Barristers provide confidence, not merely advocacy / by William Lye

Image generated by Stable Diffusion XL 1.0 (not quite perfect yet. See the 6 fingers!)

This post is inspired by a LinkedIn post I read from Sales Tip titled ‘You are not selling a product. You are selling a feeling’. So, I reflected on what do barristers “sell” or a better way saying it - what do barristers “provide” to their clients?

Big brands like Apple, Nike, McDonald all have one thing in common, they are at the top of their business because they sell emotional benefits - not tangible products, features, not specifications, not services. This reminded me of my favourite marketing guru - Clotaire Rapaille - who spent years breaking the marketing code, for example how to sell coffee to a green tea drinking country like Japan?

If you need a one sentence line, this could be it - “Barristers provide confidence to clients in their legal dispute".

The essence of professional advocacy is to deliver confidence and assurance to clients who are navigating complex, stressful, and often life changing legal situations, not merely providing legal advice and advocacy representation.

Clients engage barristers because they need someone who can stand between them and a threatening legal situation. The barrister becomes a shield, absorbing the blows by offering protection through expertise and advocacy skills that the client lacks.

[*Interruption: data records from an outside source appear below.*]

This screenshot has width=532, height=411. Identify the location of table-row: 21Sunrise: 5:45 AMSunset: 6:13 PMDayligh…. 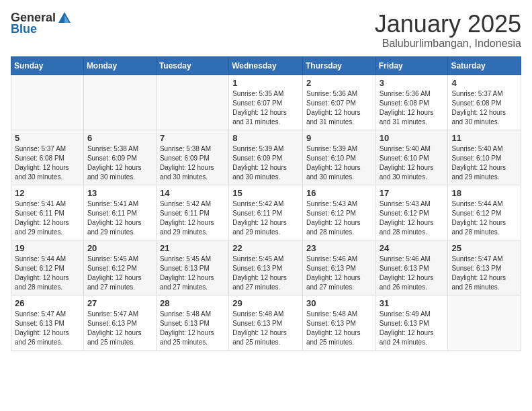
(192, 267).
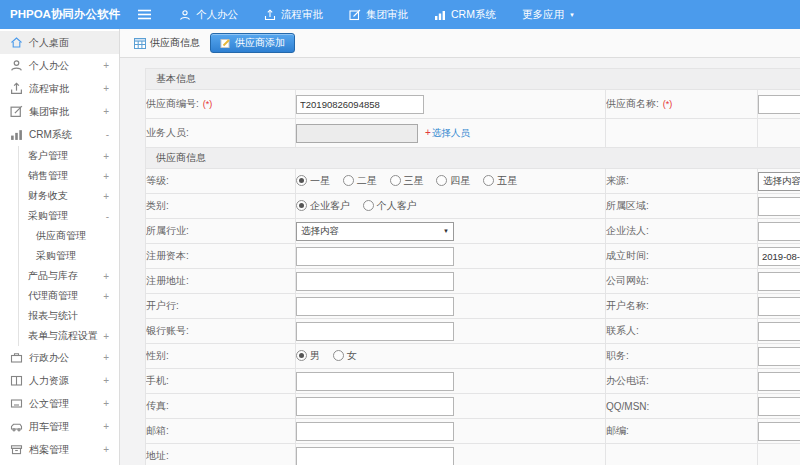  What do you see at coordinates (377, 14) in the screenshot?
I see `top-nav: 个人办公 流程审批 集团审批 CRM系统 更多应用` at bounding box center [377, 14].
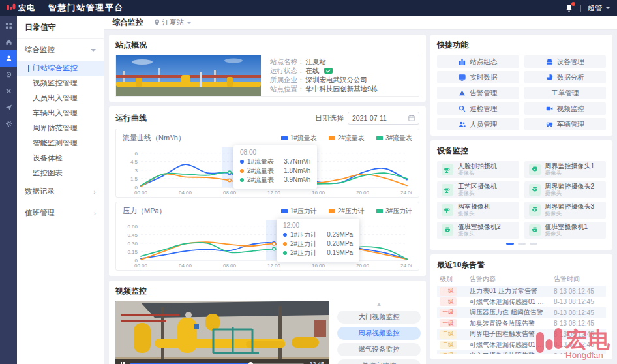 Image resolution: width=617 pixels, height=364 pixels. I want to click on device-perimeter-camera-3: 周界监控摄像头3摄像头, so click(565, 210).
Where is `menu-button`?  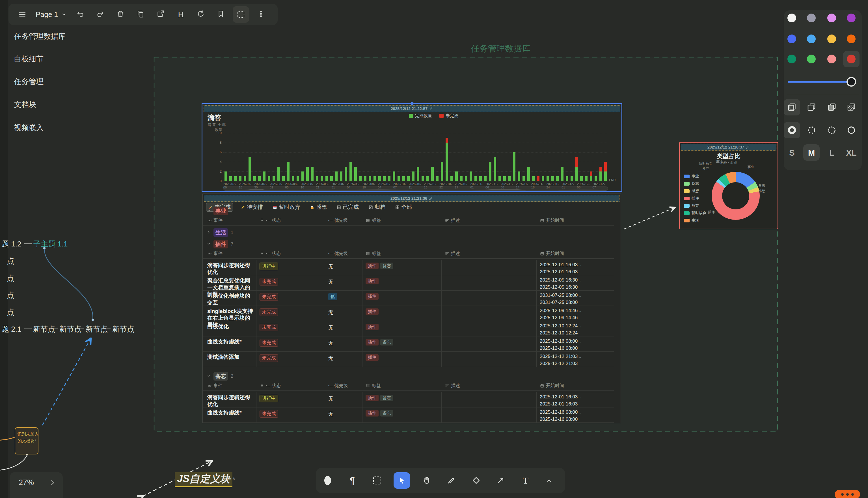
menu-button is located at coordinates (22, 14).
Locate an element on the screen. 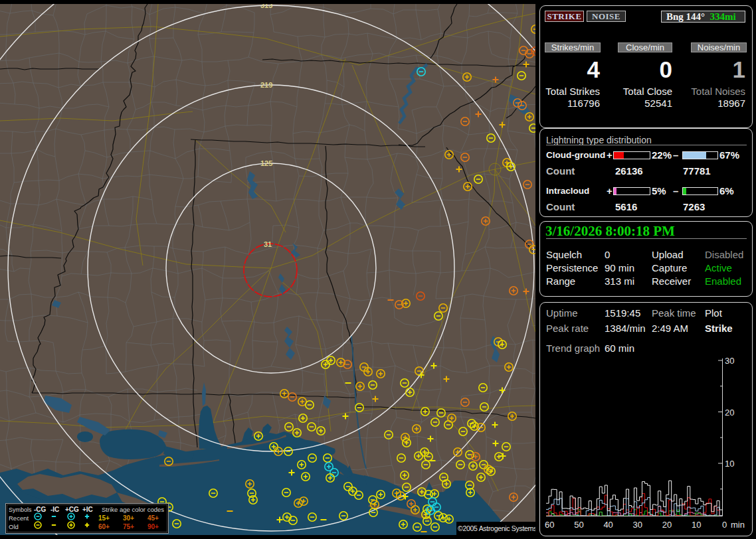 The width and height of the screenshot is (756, 539). svg-text: 15+ is located at coordinates (104, 518).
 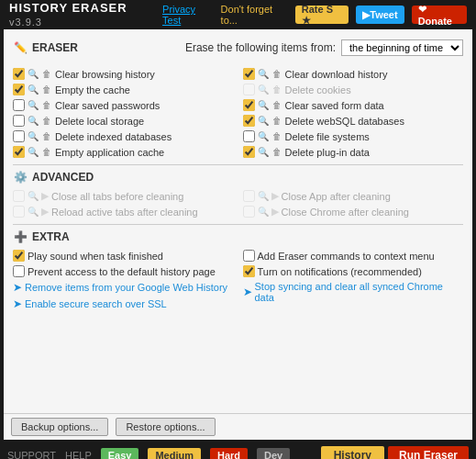 I want to click on delete-local-storage-label: Delete local storage, so click(x=99, y=121).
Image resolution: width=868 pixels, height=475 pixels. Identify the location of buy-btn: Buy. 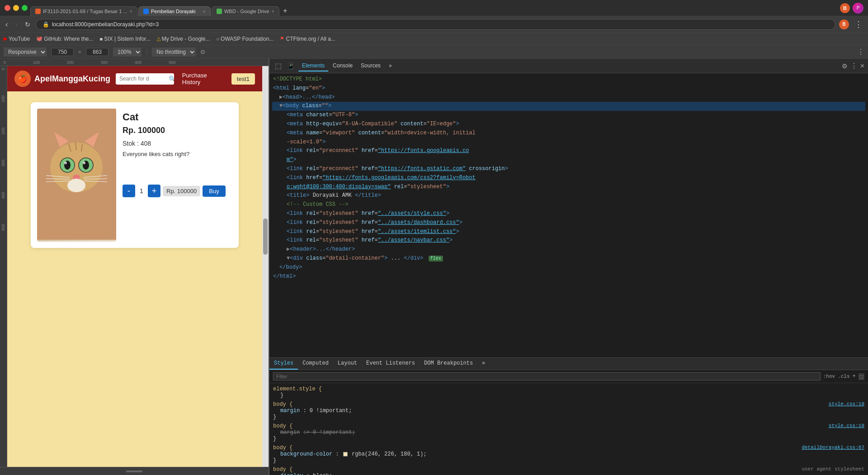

In a legal system filled with tradition, courtroom decorum, wigs and gowns, complexity and jargon, barristers provide their clients the ability to make sense of chaos. They transform overwhelming legal problems into understandable pathways forward, reducing anxiety through their barristers’ specialist knowledge and experience.

Barristers also provide emotional distance from highly charged situations. Their independencfe allows them to ask difficult questions and deliver hard truths that solicitors, who are managing their client’s expectations, might struggle to communicate.

The key to successfully delivering beyond technical legal competence is to be able to articulate the client’s position clearly, concisely, and convincingly. This involves not just crafting legal argumentation but emotional translation by converting a client’s chaotic and jumbled narrative, often providing instructions under great stress, into a compelling story or case theory that resonates with the judges.

Clients should think of their barristers as strategists and tacticians who have wide networks and professional relationships cultivated over their long career. Such are the skills that represent significant value to clients who do not know where to turn to or who to approach to resolve their legal matters.

There is also a psychological dimension to the work that barristers do. They ultimately provide a kind of “psychological relief” by helping clients navigate their difficult situations, and tempering expectations while providing realistic assessment of possible outcomes. It is really a form of “counselling” to address the emotional needs of clients facing legal challenges.

Barristers are also constantly under pressure and stress. Experience enables barristers to maintain their professional demeanour and conduct in court even when faced with a hostile bench, difficult opponents especially self-represented parties, or challenging clients. Such emotional stability is itselft a service that clients value.

When barristers take on a client’s case, they implicitly acknowledge the legitimacy of their client’s concerns and legal position. This can provide the emotional relieft to those who feel wronged or threatened.

Next time when you engage a barrister for any kind of work, remember that they provide emotional stability in unstable situations, clarity in confusion and chaos, and confidence in the face of uncertainty, making their true service far more valuable than mere legal advice and advocacy in the courtroom (which is a given in most cases).